Monday, November 06, 2006
Seares: Death of newspapers By Pachico A. Seares News Sense
AT A recent seminar for GMA-dySS news reporters, Ma. Jane Carabuena-Paredes, journalism icon, lawyer, and smart Smart executive, discussed broadcast basics.
In the same forum, where radio-TV superstars Mike Enriquez and Bobby Nalzaro pep-talked reporters on how to push competition to cliff edge, I distinguished broadcast strengths from print weaknesses, which led to the issue on the future of newspapers.
I said, Can you, with a TV set, hide your face at the breakfast table from an irate wife who let you in at 4 a.m.? And, as print people dare broadcasters, try swatting a fly with a laptop.
They predicted newspapers’ death decades ago.
At an Asian editors forum in Tagaytay in late ‘80s, where doomsayers sounded the same death knell, Sun.Star chairman of the board Sonny Garcia asked: Compare leisurely scanning of the day’s paper over coffee with reading news on computer screen. Digital divide
Ah, but digital divide keeps narrowing. Maybe not in two decades, what with the gap between foreign technology and habits and ours, but the knock on the door is inevitable.
Better be prepared, says Sun.Star managing editor for news Isolde D. Amante.
Being caught with one’s pants, or skirts, down is never pretty. And skip funerals. Give me weddings anytime.
Newspapers never die. Newspaper content and form change but its soul, the people who breathe life into each issue, endure.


Pick out every line in the data below that holds "Share".

Extracted records
►
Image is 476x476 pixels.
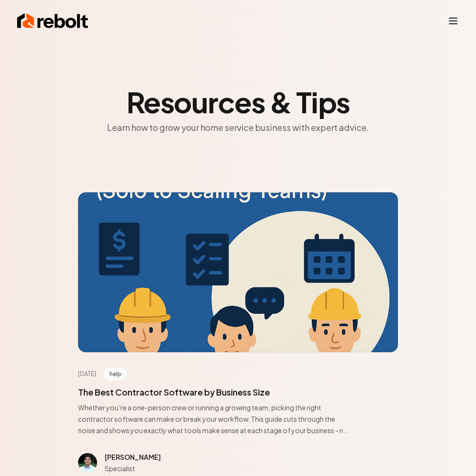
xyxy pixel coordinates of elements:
p: Learn how to grow your home service business with expert advice. [78,120,398,135]
button: Toggle mobile menu [447,16,459,27]
h2: Resources & Tips [78,87,398,116]
span: help [104,368,127,381]
time: [DATE] [78,371,96,378]
span: [PERSON_NAME] [105,453,161,461]
img: Rebolt Logo [17,12,88,30]
a: The Best Contractor Software by Business Size [78,386,270,397]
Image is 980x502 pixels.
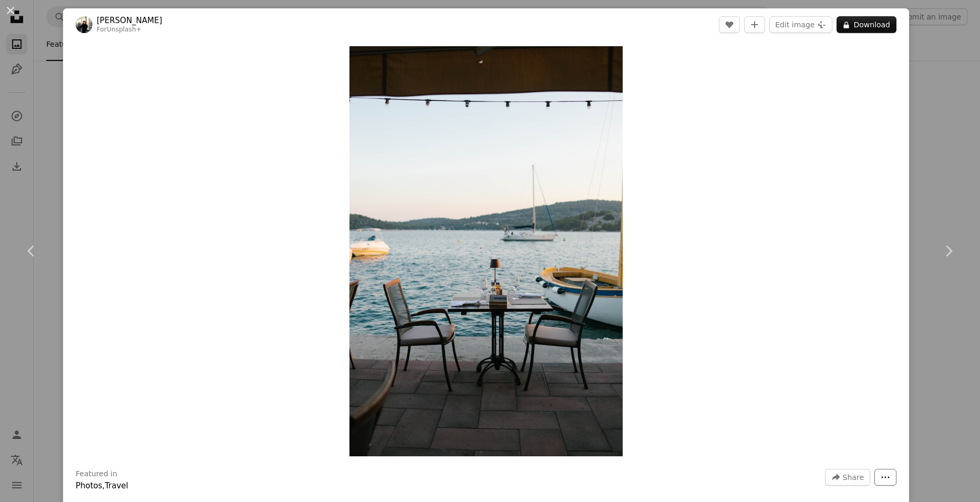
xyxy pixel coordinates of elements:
button: Like [719,16,740,33]
a: Travel [104,481,128,490]
span: Share [843,470,864,485]
img: Go to Giulia Squillace's profile [76,16,92,33]
button: Share this image [825,469,870,486]
img: Two chairs at a table by the water [349,46,623,457]
button: Zoom in on this image [349,46,623,457]
div: For [97,26,162,34]
span: , [102,481,105,490]
a: Unsplash+ [107,26,141,33]
button: Edit image [770,16,833,33]
button: Download [836,16,896,33]
button: More Actions [874,469,896,486]
h3: Featured in [76,469,118,480]
a: [PERSON_NAME] [97,15,162,26]
a: Next [917,200,980,302]
a: Photos [76,481,102,490]
button: Add to Collection [744,16,765,33]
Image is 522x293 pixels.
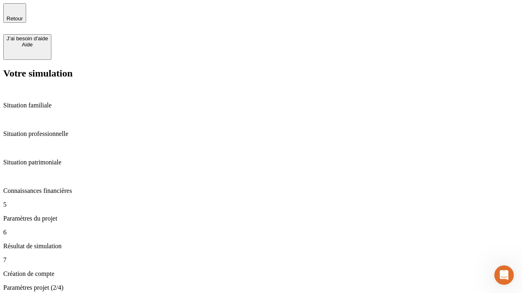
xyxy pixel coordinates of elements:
p: Résultat de simulation [3,243,518,250]
p: 7 [3,257,518,264]
h2: Votre simulation [3,68,518,79]
button: J’ai besoin d'aideAide [3,34,51,60]
p: Situation familiale [3,102,518,109]
iframe: Intercom live chat [494,266,513,285]
p: Situation patrimoniale [3,159,518,166]
p: Création de compte [3,271,518,278]
button: Retour [3,3,26,23]
p: 6 [3,229,518,236]
div: Aide [7,42,48,48]
span: Retour [7,15,23,22]
p: Situation professionnelle [3,130,518,138]
p: Paramètres projet (2/4) [3,284,518,292]
div: J’ai besoin d'aide [7,35,48,42]
p: Paramètres du projet [3,215,518,223]
p: 5 [3,201,518,209]
p: Connaissances financières [3,187,518,195]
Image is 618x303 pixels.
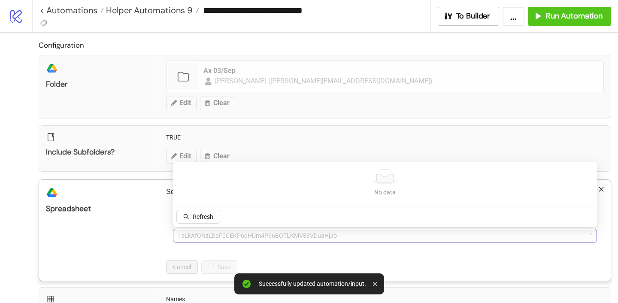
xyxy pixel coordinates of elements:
span: search [183,214,189,220]
button: Run Automation [528,7,611,26]
span: Refresh [193,213,213,220]
a: < Automations [39,6,104,15]
button: Refresh [176,210,220,224]
button: Cancel [166,260,198,274]
p: Select the spreadsheet to which you would like to export the files' names and links. [166,187,604,197]
span: Run Automation [546,11,602,21]
span: close [598,186,604,192]
span: Helper Automations 9 [104,5,193,16]
div: No data [183,188,587,197]
a: Helper Automations 9 [104,6,199,15]
span: 1sLkAfQNzLbaF0CEKP6qHUm4P66BOTLKMV88VDuaHjJo [178,229,592,242]
span: To Builder [456,11,490,21]
button: To Builder [438,7,499,26]
h2: Configuration [39,39,611,51]
div: Successfully updated automation/input. [259,280,366,287]
div: Spreadsheet [46,204,152,214]
span: loading [587,233,592,238]
button: Save [201,260,237,274]
button: ... [502,7,524,26]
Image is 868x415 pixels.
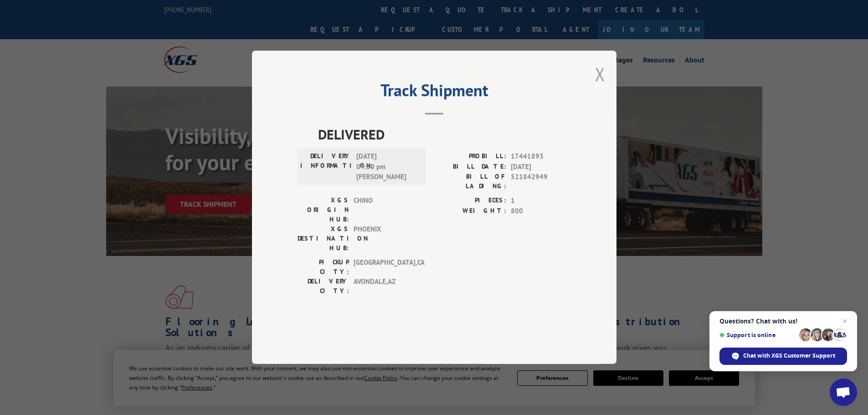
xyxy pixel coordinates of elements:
[353,258,415,277] span: [GEOGRAPHIC_DATA] , CA
[298,258,349,277] label: PICKUP CITY:
[743,352,836,360] span: Chat with XGS Customer Support
[298,84,571,101] h2: Track Shipment
[511,206,571,216] span: 800
[511,162,571,172] span: [DATE]
[435,162,506,172] label: BILL DATE:
[298,196,349,224] label: XGS ORIGIN HUB:
[511,151,571,162] span: 17441893
[353,277,415,296] span: AVONDALE , AZ
[435,151,506,162] label: PROBILL:
[435,172,506,191] label: BILL OF LADING:
[353,196,415,224] span: CHINO
[353,224,415,253] span: PHOENIX
[720,317,847,325] span: Questions? Chat with us!
[356,151,418,182] span: [DATE] 04:30 pm [PERSON_NAME]
[298,224,349,253] label: XGS DESTINATION HUB:
[511,196,571,206] span: 1
[720,348,847,365] div: Chat with XGS Customer Support
[300,151,352,182] label: DELIVERY INFORMATION:
[840,316,851,326] span: Close chat
[595,62,606,86] button: Close modal
[720,332,796,339] span: Support is online
[435,206,506,216] label: WEIGHT:
[511,172,571,191] span: 521842949
[830,379,858,406] div: Open chat
[318,125,571,145] span: DELIVERED
[298,277,349,296] label: DELIVERY CITY:
[435,196,506,206] label: PIECES:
◄
> **Solved problem**:
span: Share [843,470,864,485]
button: Share this image [825,469,870,486]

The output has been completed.